Kiyoshi Ota | Bloomberg | Getty Images
Asia-Pacific markets are set to mostly climb on Tuesday, with investors watching August pay and spending data out from Japan and as mainland Chinese markets return to trade.
Household spending in Japan fell 1.9% year-on-year in August, a softer fall compared to the 2.6% decline expected by a Reuters poll of economists.
A lower household spending figure is likely to put a dent in the Bank of Japan’s goal for a “virtuous cycle” of rising wages and prices.
The drop is the fastest pace of decline since January, which saw a 6.3% fall year-on-year. That decline also came before spring wage negotiations delivered the largest pay hikes to unionized Japanese workers in 33 years.

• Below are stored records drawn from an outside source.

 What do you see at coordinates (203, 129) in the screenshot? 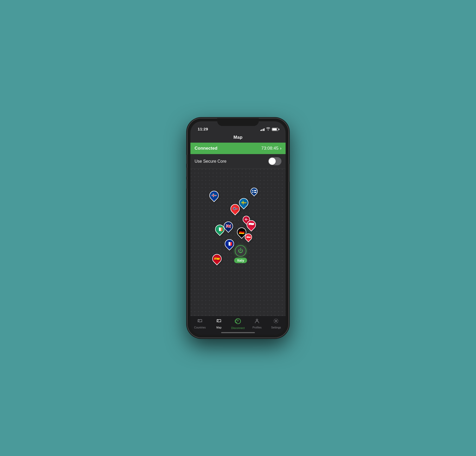
I see `status-time: 11:29` at bounding box center [203, 129].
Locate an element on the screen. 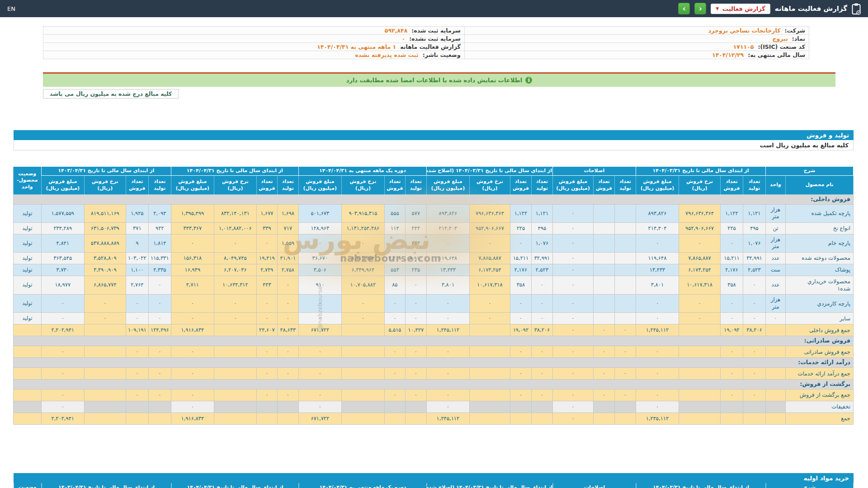 This screenshot has width=868, height=488. value-cell: ۳۷۱ is located at coordinates (137, 228).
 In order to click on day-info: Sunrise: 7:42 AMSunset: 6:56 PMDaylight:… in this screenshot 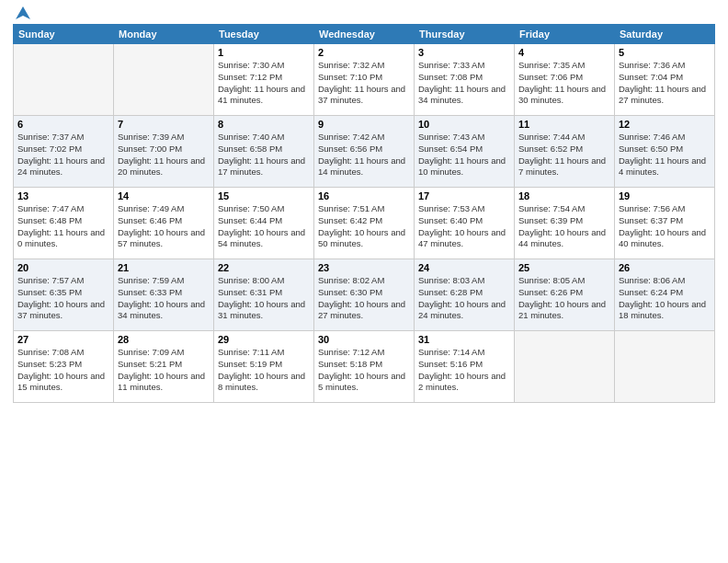, I will do `click(364, 155)`.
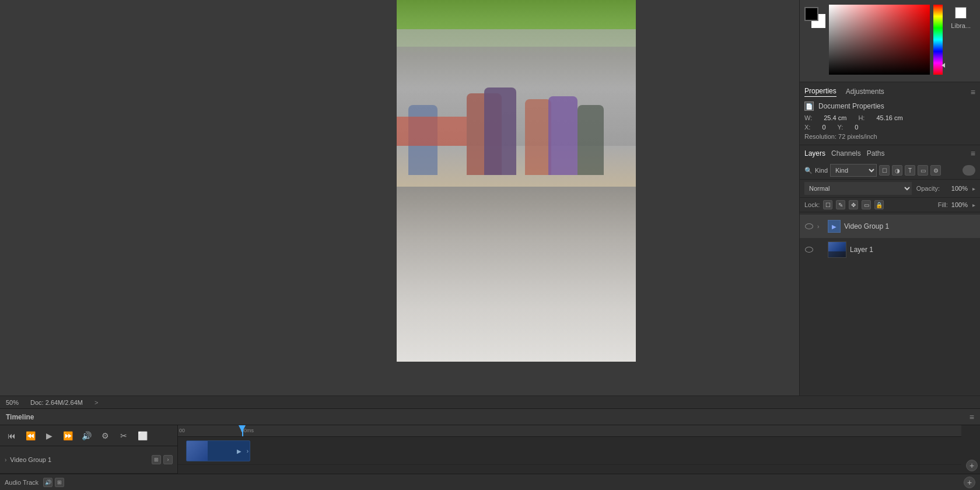  I want to click on resolution-row: Resolution: 72 pixels/inch, so click(890, 136).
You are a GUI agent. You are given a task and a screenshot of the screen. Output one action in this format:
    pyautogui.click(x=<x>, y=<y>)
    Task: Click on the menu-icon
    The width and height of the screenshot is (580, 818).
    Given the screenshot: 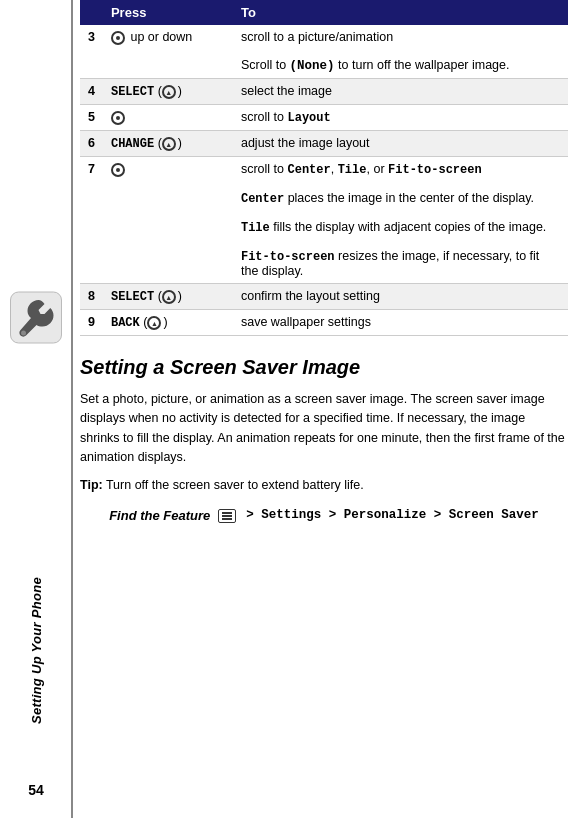 What is the action you would take?
    pyautogui.click(x=227, y=516)
    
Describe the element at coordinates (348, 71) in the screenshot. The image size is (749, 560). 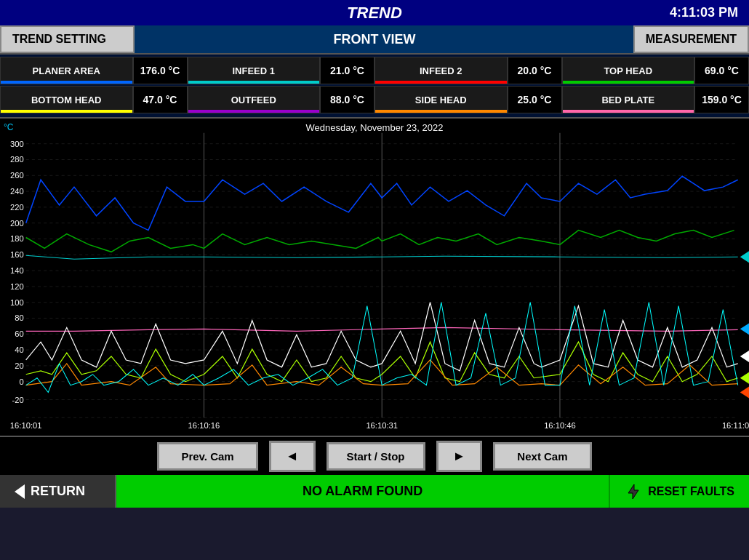
I see `sensor-infeed1-value: 21.0 °C` at that location.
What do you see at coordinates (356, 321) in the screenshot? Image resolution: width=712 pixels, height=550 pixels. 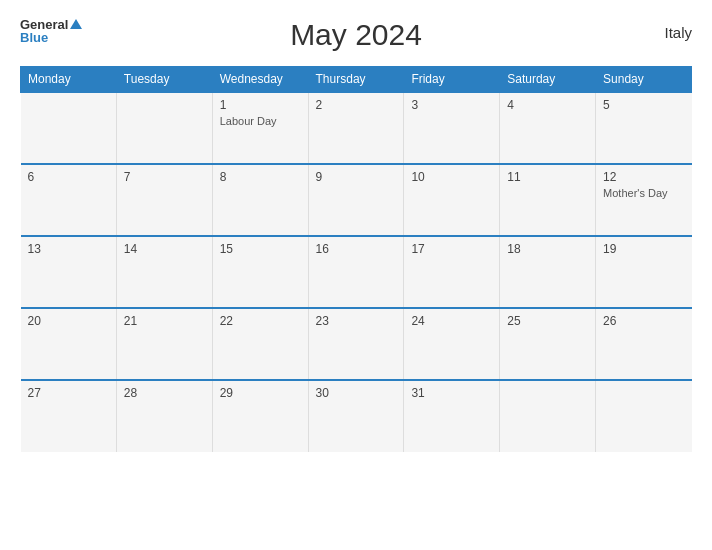 I see `day-number: 23` at bounding box center [356, 321].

The benchmark Nikkei 225 is set to fall, with the futures contract in Chicago and Osaka both at 39,000 points and its counterpart in Osaka at 38,920 against the index’s last close of 39,332.74.
Futures for Hong Kong’s Hang Seng index stood at 23,169, pointing to a stronger open compared to the HSI’s close of 23,099.78. Monday’s close was the first time the HSI had retaken the 23,000 mark since February 2022.
Australia’s S&P/ASX 200 started the day down marginally.
Overnight in the U.S., stocks slid as rising oil prices and higher Treasury yields weighed on market sentiment.
The Dow Jones Industrial Average dropped 0.94%, while the S&P 500 slid 0.96%. The Nasdaq Composite saw the largest loss, falling 1.18%.
The benchmark 10-year Treasury yield rose to 4.02%, marking the first time since August that the yield topped 4%.
Oil prices also rose as tensions in the Middle East remain high. U.S. crude climbed more than 3% to settle above $77 per barrel.
— CNBC’s Lisa Kailai Han and Jesse Pound contributed to this report.